Smart Heating Controls: Automating the Process

Smart radiator valves (from systems like Tado, Drayton Wiser, or Honeywell Evohome) take the effort out of room-by-room temperature management. You set schedules for each room – bedroom at 18 degrees from 9pm to 7am, 14 degrees the rest of the day; home office at 20 degrees Monday to Friday 8am to 6pm, 14 degrees at all other times – and the smart valves handle everything automatically.

A full smart heating system for a four-bedroom Lancashire home costs £300-600 for the hub and smart TRVs. independent energy organisations estimates savings of £75-150 per year from smart zoned heating, meaning payback in 2-4 years. Beyond the financial savings, the comfort improvement is significant – every room is at the right temperature at the right time, without constant manual adjustment.

A smartphone displaying smart radiator valve controls with different temperature zones for each room

Heat Pump Homes: A Different Approach

If you have a heat pump, the advice changes slightly. Heat pumps work most efficiently when maintaining steady, even temperatures throughout the home. Dramatic temperature differences between rooms can cause the heat pump to cycle inefficiently and may lead to comfort issues with cold draughts from unheated spaces.

For heat pump homes in Lancashire, reducing unoccupied rooms to 16-17 degrees rather than 10-12 degrees is generally recommended. The lower running temperature of a heat pump means the cost of maintaining this slightly higher minimum is relatively small, and the system operates more efficiently with a more uniform temperature distribution.

Does closing internal doors really make a difference?
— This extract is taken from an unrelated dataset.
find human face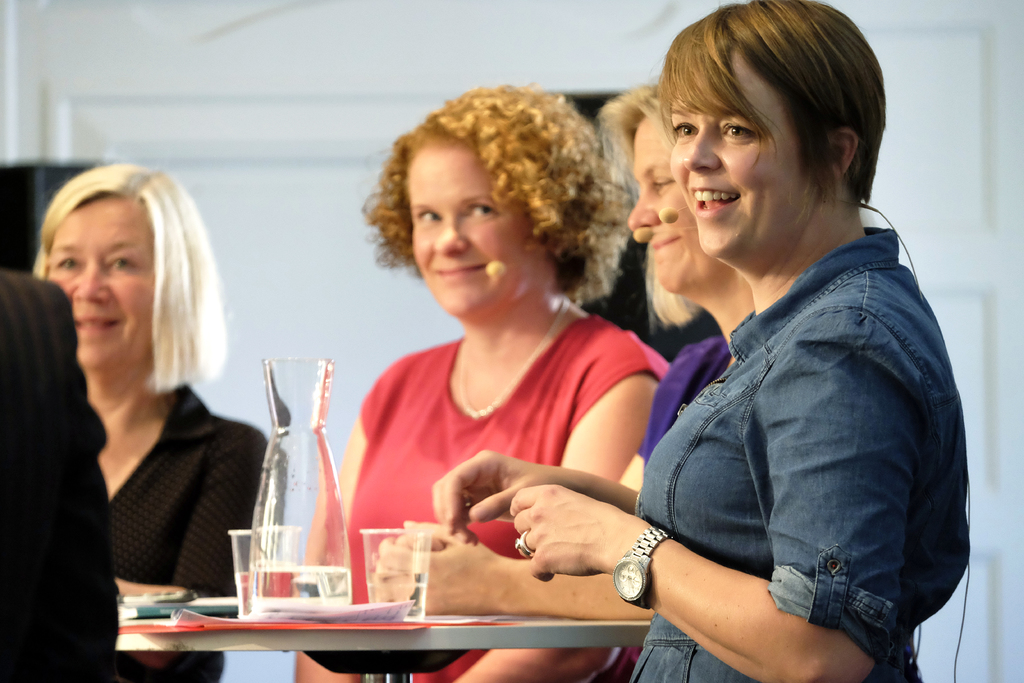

Yes, significantly. An open internal door allows warm air to flow freely into cooler spaces through convection. Closing the door between a 20-degree living room and a 12-degree spare bedroom reduces heat transfer between the rooms by roughly 60-80%. This single action – which costs nothing and takes one second – is one of the most effective ways to maintain temperature zones in your home.
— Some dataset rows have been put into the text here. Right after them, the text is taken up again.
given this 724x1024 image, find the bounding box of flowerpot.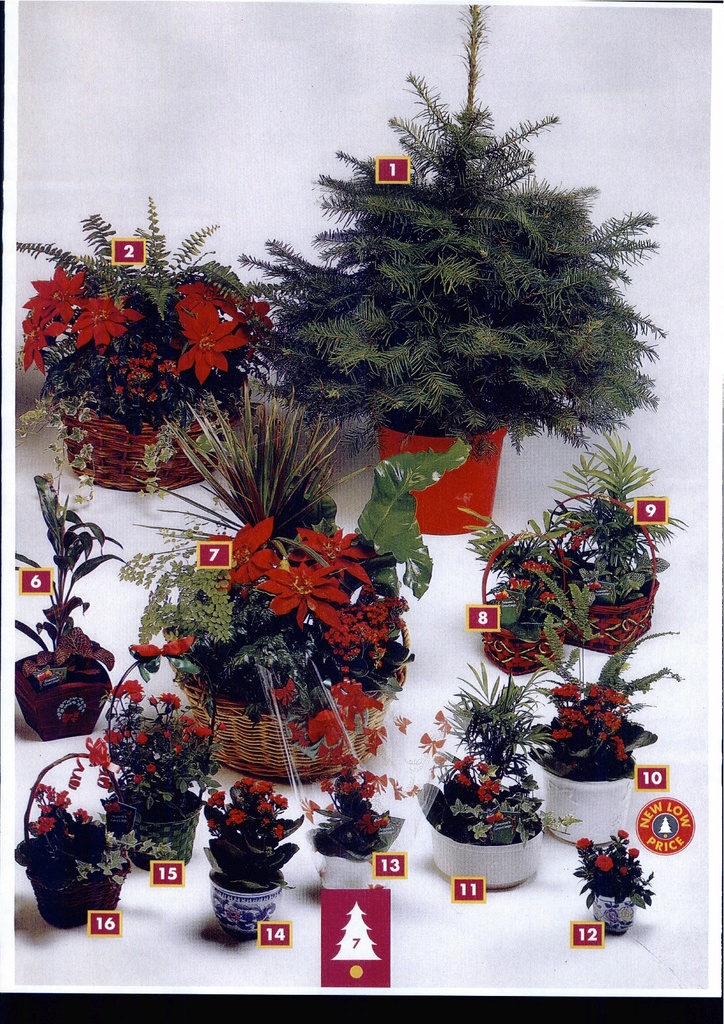
<box>46,399,239,497</box>.
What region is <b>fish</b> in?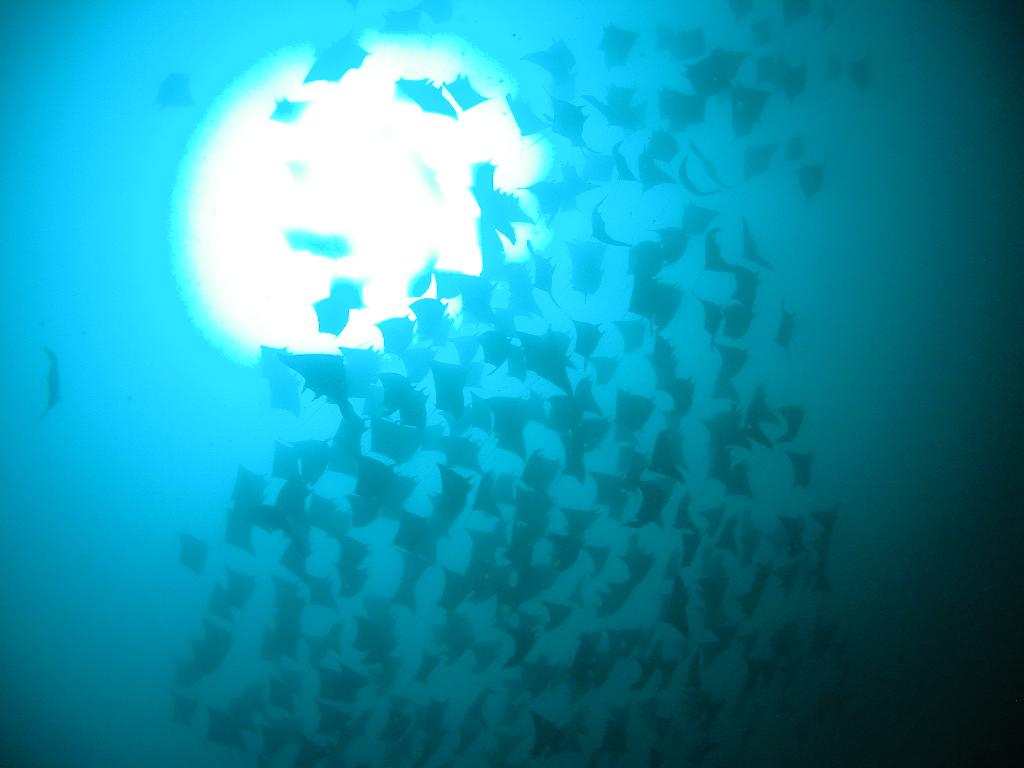
Rect(278, 353, 352, 410).
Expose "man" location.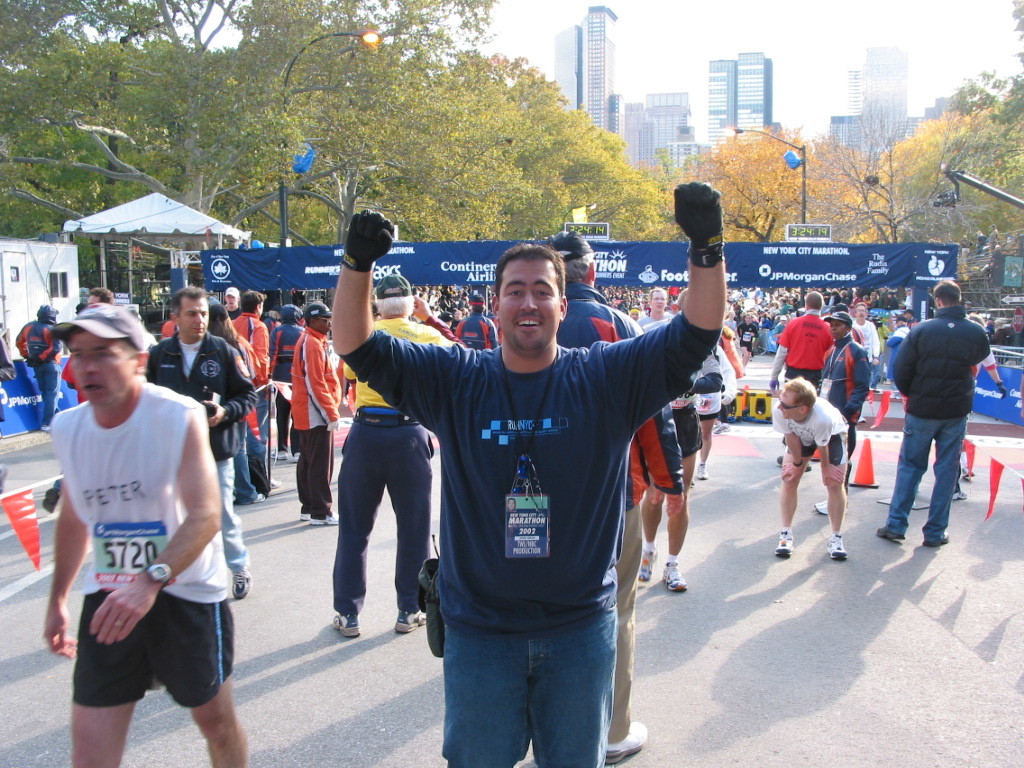
Exposed at pyautogui.locateOnScreen(894, 280, 991, 550).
My whole house is on one thermostat. Can I still control individual rooms?

Yes, using thermostatic radiator valves (TRVs). TRVs control the temperature of individual rooms regardless of the main thermostat setting. Set TRVs lower in rooms you want cooler and higher in rooms where you want more heat. The main thermostat sets the overall heating programme (when the boiler fires), while TRVs manage room-by-room temperatures within that programme. Upgrading old manual radiator valves to TRVs costs £15-30 per radiator for a plumber to fit.
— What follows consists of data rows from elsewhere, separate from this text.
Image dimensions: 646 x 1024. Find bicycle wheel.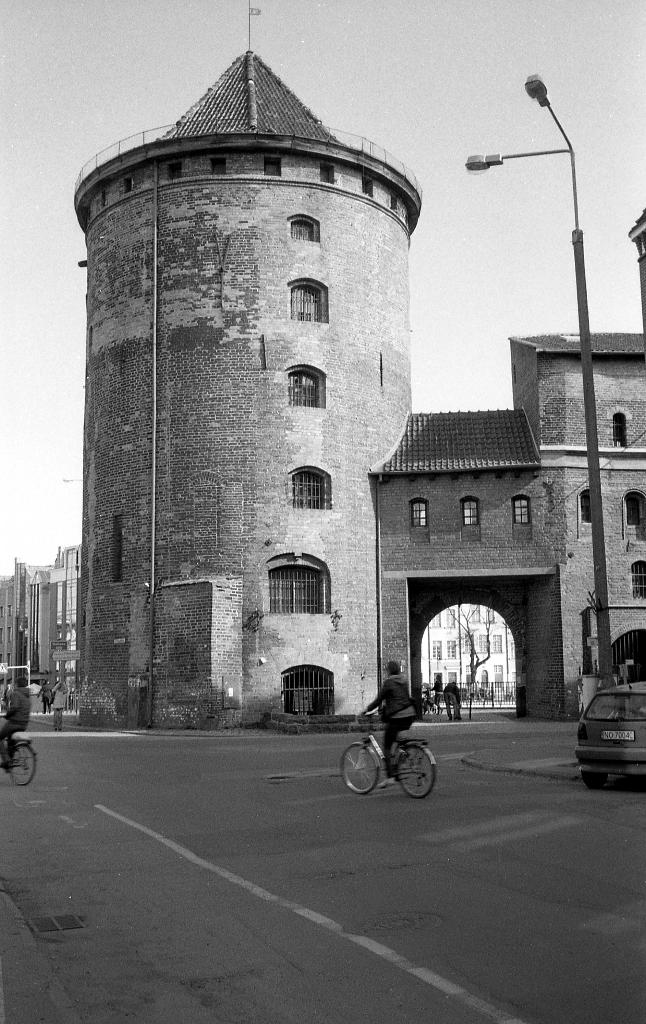
[387, 741, 437, 803].
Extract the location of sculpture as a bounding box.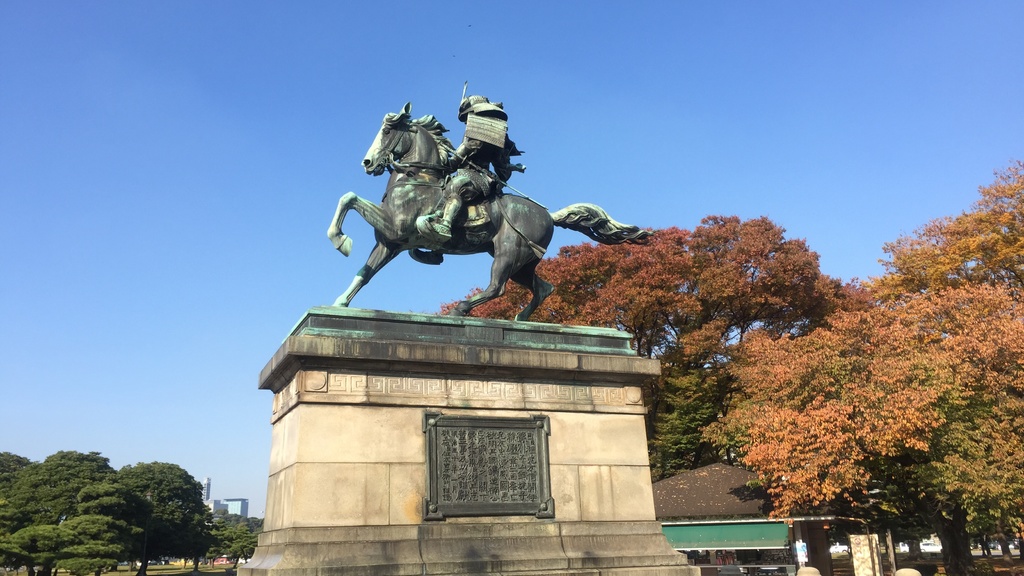
box(320, 73, 660, 328).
Will turning radiators down in some rooms make other rooms colder?

Slightly, but the net effect is still a saving. When you turn down radiators in unoccupied rooms, some heat from adjacent heated rooms migrates through internal walls and floors to compensate. Your heated rooms may need fractionally more energy to maintain their temperature. However, this additional energy is far less than the energy saved by not heating the unoccupied rooms fully. The net saving is typically 70-85% of the theoretical maximum – still very worthwhile.